Arenberg, a man of few words, uttered a low guttural sound like a growl.
"They are too sure," he said. "It iss never well to be too sure."
"That's the talk, Old Dutch," said Breakstone. "First catch your army."
They waited awhile longer, watching, and then they heard a cheer behind them in the pa.s.s. It was General Taylor, returning from Saltillo and riding hard. He emerged upon the plateau and sat there on his horse, overlooking the plain, and the great curve of Santa Anna's army. Phil was near enough to see his face, and he watched him intently.
There was nothing romantic about old Zachary Taylor. He had neither youth nor distinction of appearance. He was lined and seamed by forty years of service, mostly in the backwoods, and the white hair was thick around his temples. Nor was anything splendid about his uniform. It was dusty and stained by time and use. But within that rugged old frame beat the heart of a lion. He had not retreated when he heard the rumors that Santa Anna was coming, and he would not retreat now that Santa Anna was here with five to his one. Perhaps he recognized that in his sixty-two years of life his one moment for greatness had come, and he would make the most of it for himself and his country.

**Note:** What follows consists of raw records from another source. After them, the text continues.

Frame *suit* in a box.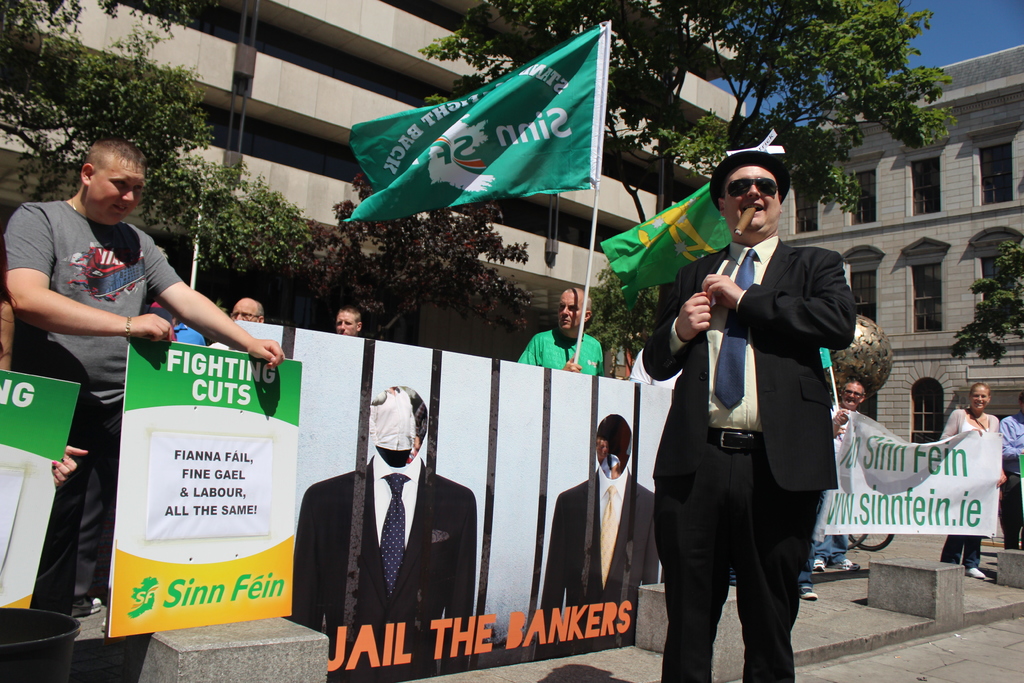
x1=539, y1=465, x2=662, y2=657.
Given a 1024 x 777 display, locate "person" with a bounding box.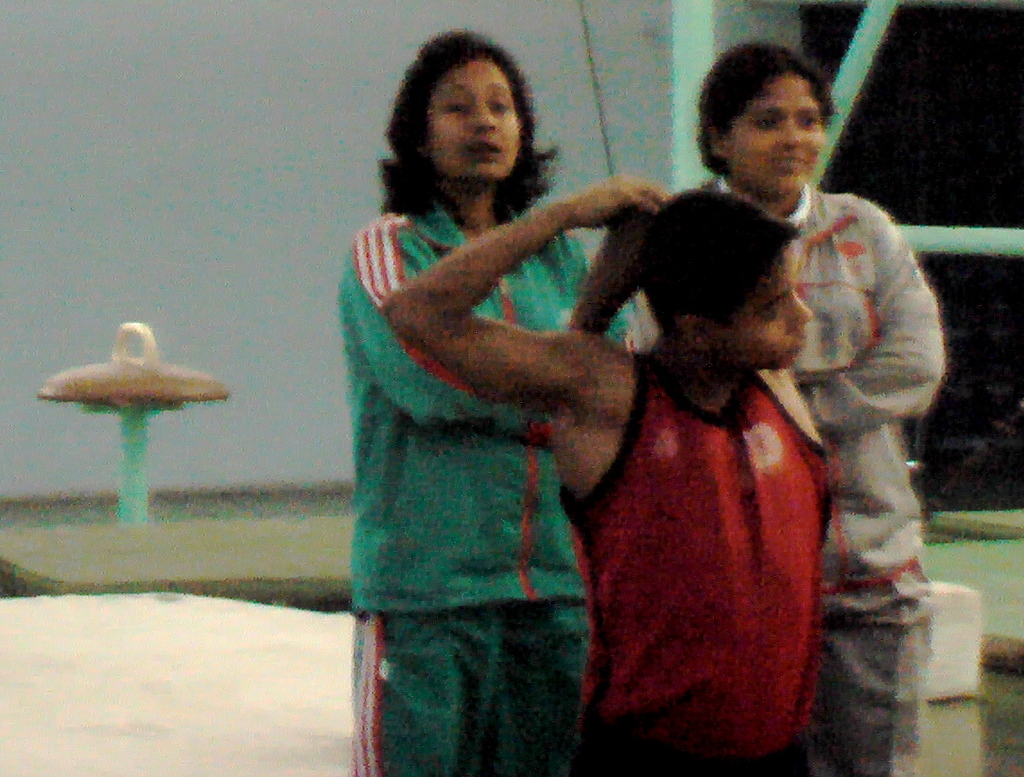
Located: 384:166:824:776.
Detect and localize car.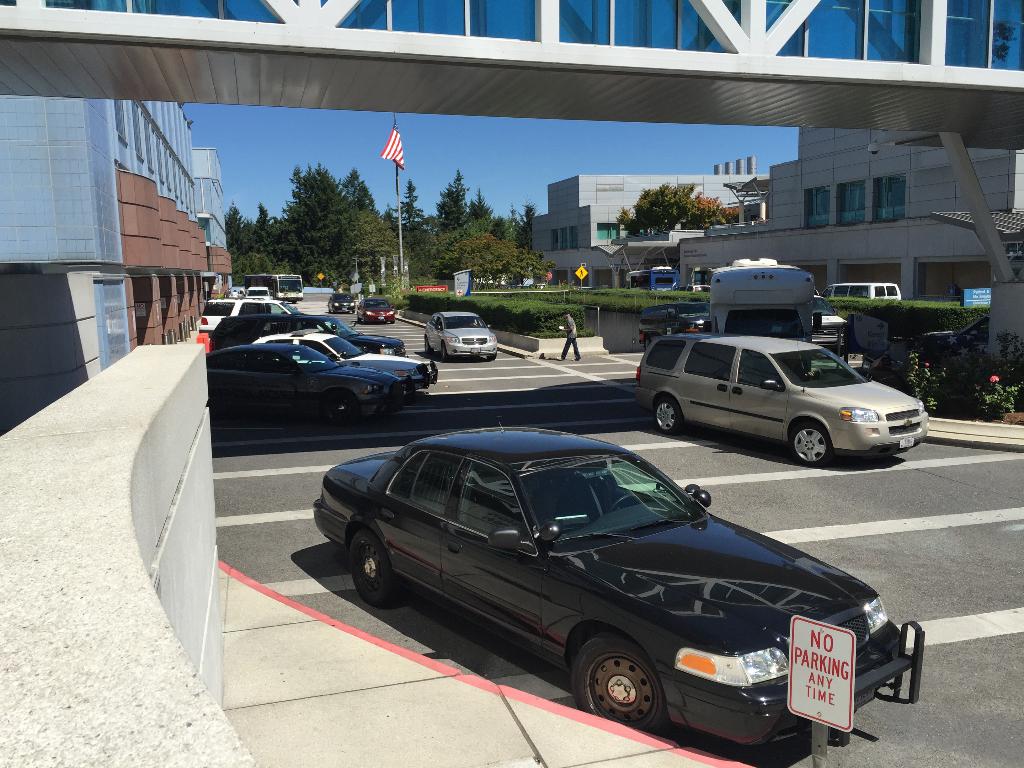
Localized at x1=250 y1=284 x2=278 y2=300.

Long the general sat there on his horse, looking down into the plain, and the more important officers cl.u.s.tered in a group a short distance behind him. The brightness of the day increased. It seemed bound to make itself worthy of the great anniversary. The colors of the sunlight shifted and changed on the ridges and peaks, and the thin, luminous air seemed to bring Santa Anna's army nearer. A breeze sprang up presently, and it felt crisp and fresh on the faces of the soldiers. It also blew out the folds of a large and beautiful American flag, which had been hoisted on one of the promontories, and as the fluttering and vivid colors glowed in the sun's rays, a cry of defiance, not loud, but suppressed and rolling, pa.s.sed through the army.

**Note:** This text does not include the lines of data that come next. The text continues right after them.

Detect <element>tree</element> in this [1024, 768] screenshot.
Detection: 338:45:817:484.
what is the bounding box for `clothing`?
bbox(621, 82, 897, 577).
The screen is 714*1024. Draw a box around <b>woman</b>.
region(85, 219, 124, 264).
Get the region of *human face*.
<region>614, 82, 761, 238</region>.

"Santa Anna will not come to any picnic," said Bill Breakstone.
"He means much harm, and he will suffer much," said Arenberg.
"Our army is not frightened," said Breakstone. "I have been among the troops, and they are cheerful, even confident."

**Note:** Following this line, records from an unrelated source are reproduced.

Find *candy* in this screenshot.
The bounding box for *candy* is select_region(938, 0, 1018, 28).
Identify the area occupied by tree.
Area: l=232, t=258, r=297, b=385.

Phil saw that the officers had been watching something intently with their gla.s.ses, and now he was able to see it himself with the naked eye.
"A messenger with a white flag is coming from Santa Anna," he announced.
"Now what can he want?"
"He can want only one thing," said Breakstone; "but we'll wait and let him tell it himself."
The herald, holding his white flag aloft, rode straight toward the American army. When within three hundred yards of the American line he was met by skirmishers, who brought him forward.
"Don't you see something familiar in that figure and face, Phil?" asked Bill Breakstone.
"Yes, I know him," replied Phil. "I thought I knew him when he rode over the first ridge, but there can be no doubt now. It is our old friend de Armijo."